A Quote by Josephine Langford

I use the Internet a lot - it's a big hobby of mine, just surfing the Internet. — © Josephine Langford
I use the Internet a lot - it's a big hobby of mine, just surfing the Internet.
I have assistants that use the internet a lot more than I do. I use the internet for photo research, but for me personally, probably just because of my age, I'm not that mechanically inclined.
I also administer the Internet Assigned Names Authority, which is the central coordinator for the Internet address space, domain names and Internet protocol conventions essential to the use and operation of the Internet.
I was looking at books and reading the indexes and finding a next book and reading that book, and then from that index ... It was a version of surfing the internet before the internet. I was surfing the New York Public Library. It was back when you had to fill out a form and put it in a chute.
The majority of people who don't have Internet, don't have the Internet because they don't know why they want to use the Internet.
I know a lot of people in the retirement village that I have a house in in Florida that are on the Internet and are reading the paper on the Internet, and they're communicating on the Internet.
What has a great value to us as a nation is the internet itself. The internet is critical infrastructure to the United States. We use the internet for every communication that businesses rely on every day.
People - especially the geeks who created it - have tended to look at the Internet as something that's hermetically sealed: there's the Internet and the rest of the world. But that's not how people want to use the Internet. They want to use it as a way of better navigating the real world.
I'm very persistent; I know the Internet very well, because I grew up on the Internet. I had Internet when there was just dial-up, and the Internet was my social outlet.
If multi-stakeholder Internet governance is to survive an endless series of challenges, its champions must commit to serving the interests and protecting the rights of all Internet users around the world, particularly those in developing countries where Internet use is growing fastest.
Before I became the president of AT&T's consumer division, I was running strategy and our internet services, so I was the president of one of the first internet service providers, ISPs, AT&T Worldnet, and running our internet protocol product development as well.
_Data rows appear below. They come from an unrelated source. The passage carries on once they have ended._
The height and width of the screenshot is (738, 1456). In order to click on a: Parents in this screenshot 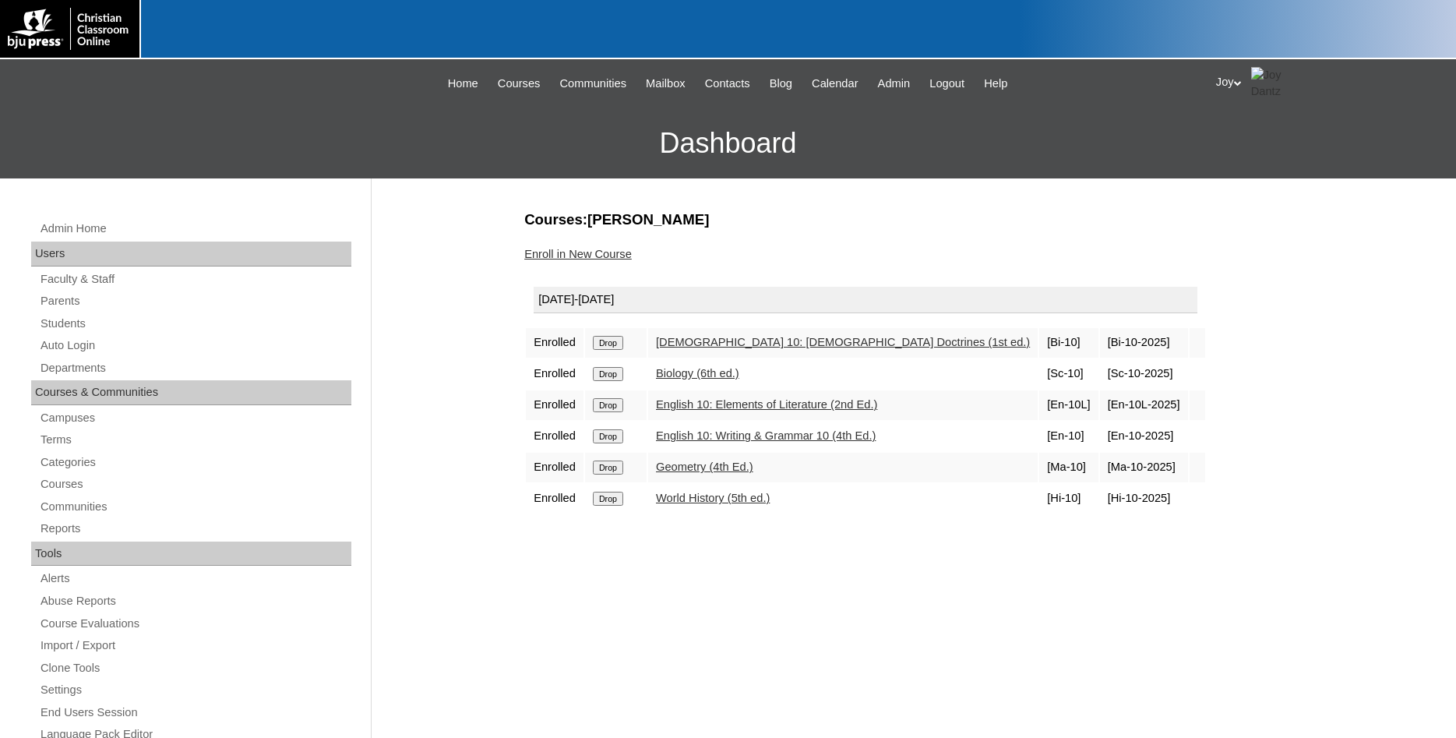, I will do `click(195, 301)`.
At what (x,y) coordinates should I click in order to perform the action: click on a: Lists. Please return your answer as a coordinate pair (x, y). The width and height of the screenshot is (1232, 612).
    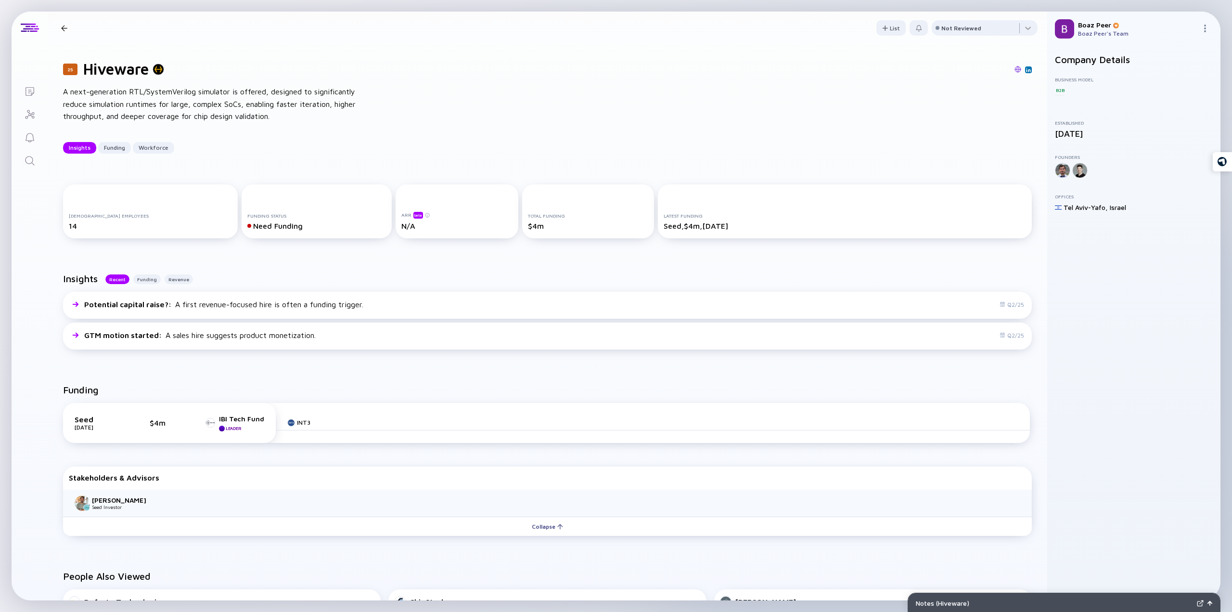
    Looking at the image, I should click on (29, 90).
So I knew a lot about what was going on with the internet.
Internet safety begins at home and that is why my legislation would require the Federal Trade Commission to design and publish a unique website to serve as a clearinghouse and resource for parents, teachers and children for information on the dangers of surfing the Internet.
I just the other day got, an internet was sent by my staff at 10 o'clock in the morning on Friday and I just got it yesterday. Why? Because it got tangled up with all these things going on the internet commercially... They want to deliver vast amounts of information over the internet. And again, the internet is not something you just dump something on. It's not a truck. It's a series of tubes.
You see a lot of powerful women on the Internet, but I wish there were more. I think the Internet really could use a lot more women.
I don't actually think of the internet as the bad guy. I think of the internet as doing a hell of a lot of wonderful, fascinating, interesting things. A lot of information that's exchanged on the internet is extremely useful, and every once in a while it percolates up to knowledge. Wisdom is far harder to come by.
I use many different gadgets connected with computers; I use PCs, laptops and a Palm Pilot. I also use the Internet to visit websites, especially within Polish-language Internet. I usually go to political discussion groups and sites - of course, as I use my real name, people never believe that they are chatting with me!
The Internet of Things tell us that a lot of computer-enabled appliances and devices are going to become part of this system, too: appliances that you use around the house, that you use in your office, that you carry around with yourself or in the car. That's the Internet of Things that's coming.